Hello. I think a function List.walkBackwardsFromUntil would make sense (I searched the Roc documentation and didn't find such a function). The function, if implemented, would walk a list backwards but in addition to what List.walkBackwardsUntil offers, the function would be given an index to specify where to start the walk from. Any opinions?
Hi @Petri Jääskeläinen, my first impression is that does feel like a very specific scenario. We plan on implementing highly efficient slices of lists. Taking a slice first and then doing walkBackwardsUntil would be my preferred approach.
We could also consider a walk function which accepts a List.range style record as its first argument, allowing more cases (including configurable backwards, forwards, and stepped walking).
While this generally wouldn't be meaningfully more efficient than walking a slice of the original list, in the case where someone wants to walk on a step other than 1, this would be more efficient/convenient, unless we supported lists with a strided view on the backing data (which could be useful for directly supporting multi-dimensional lists and zero-cost reshaping, but would be somewhat less efficient for the single-dimension contiguous list case)
Interesting, I would keep the current walk and walkBackwards to not make common cases tedious but I can see value in adding another more configurable function like walkSpecific or something.
Or make some more of record fields optional in this case compared to range, since the endpoints can be inferred (as well as some shorthand fields)? iow walk list {} \... is equivalent to a present forwards walk, and walk list {dir: Backwards} \... is equivalent to a present walkBackwards
dir: Rev (paired with Fwd) might be a convenient abbreviation
I still would keep the current walk as is, but for another function I'd like optional record fields.
I like the idea of having a configurable walk!
regarding naming, here's an interesting idea: what if we did this?
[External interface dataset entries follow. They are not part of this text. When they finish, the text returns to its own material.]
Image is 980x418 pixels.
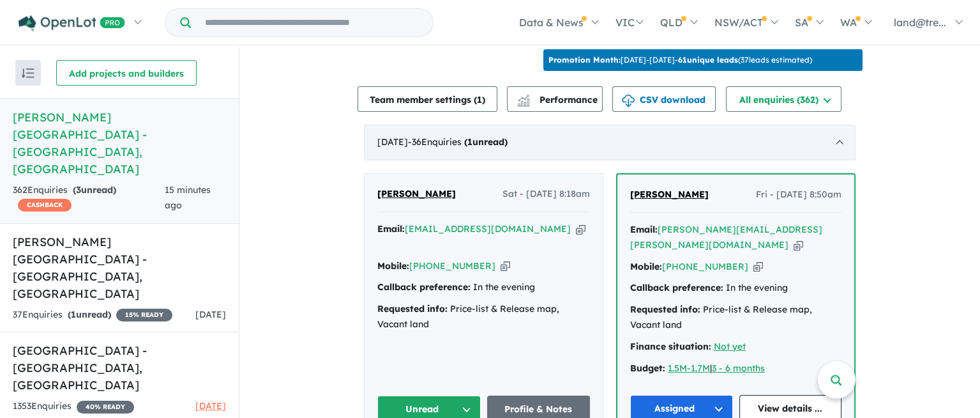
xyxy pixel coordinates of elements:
strong: Requested info: [630,303,700,315]
span: 15 % READY [116,309,172,321]
div: [DATE] [364,124,855,160]
span: Sat - [DATE] 8:18am [502,186,590,202]
a: [PERSON_NAME][EMAIL_ADDRESS][PERSON_NAME][DOMAIN_NAME] [630,223,822,250]
button: Team member settings (1) [357,86,497,112]
a: Not yet [714,340,746,352]
div: Price-list & Release map, Vacant land [630,302,841,333]
strong: Mobile: [377,260,409,272]
button: Performance [507,86,602,112]
span: [DATE] [195,309,226,320]
a: 1.5M-1.7M [668,362,709,374]
strong: ( unread) [464,136,508,148]
span: 1 [467,136,472,148]
span: 3 [76,184,81,195]
div: 362 Enquir ies [13,183,165,213]
strong: Budget: [630,362,665,374]
strong: Finance situation: [630,340,711,352]
button: Copy [501,259,510,273]
span: 1 [71,309,76,320]
a: [EMAIL_ADDRESS][DOMAIN_NAME] [404,223,571,234]
img: sort.svg [22,68,34,78]
img: line-chart.svg [518,95,529,102]
div: Price-list & Release map, Vacant land [377,302,590,332]
strong: ( unread) [73,184,116,195]
span: - 36 Enquir ies [408,136,508,148]
h5: [GEOGRAPHIC_DATA] - [GEOGRAPHIC_DATA] , [GEOGRAPHIC_DATA] [13,342,226,393]
img: Openlot PRO Logo White [19,15,125,32]
span: CASHBACK [18,199,71,212]
input: Try estate name, suburb, builder or developer [194,9,430,36]
a: [PERSON_NAME] [630,187,709,203]
button: Copy [753,260,763,274]
strong: Callback preference: [377,281,470,293]
img: download icon [622,95,635,107]
a: 3 - 6 months [711,362,764,374]
a: [PHONE_NUMBER] [409,260,495,272]
span: [PERSON_NAME] [630,188,709,200]
strong: Email: [377,223,404,234]
h5: [PERSON_NAME] [GEOGRAPHIC_DATA] - [GEOGRAPHIC_DATA] , [GEOGRAPHIC_DATA] [13,233,226,302]
div: | [630,361,841,376]
span: Fri - [DATE] 8:50am [755,187,841,203]
div: 1353 Enquir ies [13,399,134,414]
b: Promotion Month: [548,55,620,65]
p: [DATE] - [DATE] - ( 37 leads estimated) [548,54,812,66]
strong: Requested info: [377,303,447,314]
span: Performance [519,94,597,105]
button: Copy [793,239,803,252]
h5: [PERSON_NAME][GEOGRAPHIC_DATA] - [GEOGRAPHIC_DATA] , [GEOGRAPHIC_DATA] [13,109,226,177]
div: In the evening [377,280,590,295]
button: All enquiries (362) [726,86,841,112]
span: 15 minutes ago [165,184,211,211]
span: [DATE] [195,400,226,412]
button: CSV download [612,86,716,112]
span: 1 [477,94,482,105]
img: bar-chart.svg [517,98,529,107]
a: [PHONE_NUMBER] [662,261,748,272]
strong: Mobile: [630,261,662,272]
span: [PERSON_NAME] [377,188,456,199]
div: 37 Enquir ies [13,307,172,322]
strong: ( unread) [68,309,111,320]
span: 40 % READY [77,401,134,413]
button: Copy [576,222,585,236]
button: Add projects and builders [56,60,196,86]
a: [PERSON_NAME] [377,186,456,202]
strong: Callback preference: [630,282,723,294]
div: In the evening [630,280,841,296]
span: land@tre... [893,16,946,29]
strong: Email: [630,223,657,235]
b: 61 unique leads [678,55,738,65]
walk to foldwalk which takes a configuration record of lots of optionsso basically walk becomes the most flexible configurable one, and fold becomes a shorthand for a common case: you want to walk forwards, one element at a time, starting from index 0, and never stop early
so for example it could become:
List.walk :
List elem,
{
start : state,
step : (state, elem -> state),
until ? (state -> Bool),
direction ? [Forward, Backward],
startIndex ? Nat
}
-> state
I think you can implement all the existing functions using this (e.g. every combination of "backwards", "until", "from", "withIndex") and I suspect LLVM would optimize them down to the same thing too
I actually originally wanted to have a function like this that takes a record for learning purposes, e.g. I suspect that, for a beginner, having the labels here might be helpful:
List.walk numbers { start: 0, step: \num -> num + 1 }
step's naming could perhaps be clarified... each perhaps?
"walk" and "step" seem related concepts?
I just mean that step in range refers to the counting/selection interval, and in Richard's proposal it refers to the function that is called for each elem
A range-style step concept could be applied here, as well as start and end, to just walk some of the elements. While slicing could take care of the range-style start and end concepts, slicing could not take care of the step concept, and in any case, I believe those could all be conveniences we could add, thus we should reserve the range-style naming for the identical range-style comments.
From the Advent of Code problems, there were a couple times I used range and walk (and get and Result.withDefault), or sublist and walk together just because walk could not itself do what I needed
Thus for the record fields, I'd propose:
At 0 and Before (List.len list){start: Last, end: First} would be equivalent to Backwards ?direction could get added to List.range if present in List.walk.state or initial would be replacement naming for the start field from Richard's proposal.apply would take the place of both step and until from Richard's proposal, and have the type: (state, Nat) -> [Stop state, More state] -- the Nat would be the index, since alongside start, step, etc, that's tedious and error prone math to make the programmer deal with via state.Break and Continue could be familiar naming instead of Stop/More.I think we can omit direction and just follow list.range. use start, end, and step to define the direction.
Also, i am not sure about the more complex function by default. It is wanted in some cases, but forcing use of break and continue for simple function may be verbose and a tad confusing for beginners.
I think splitting into more pieces so that a user can learn it one record field at a time may be more learnable
I like the idea of First and Last as defaults.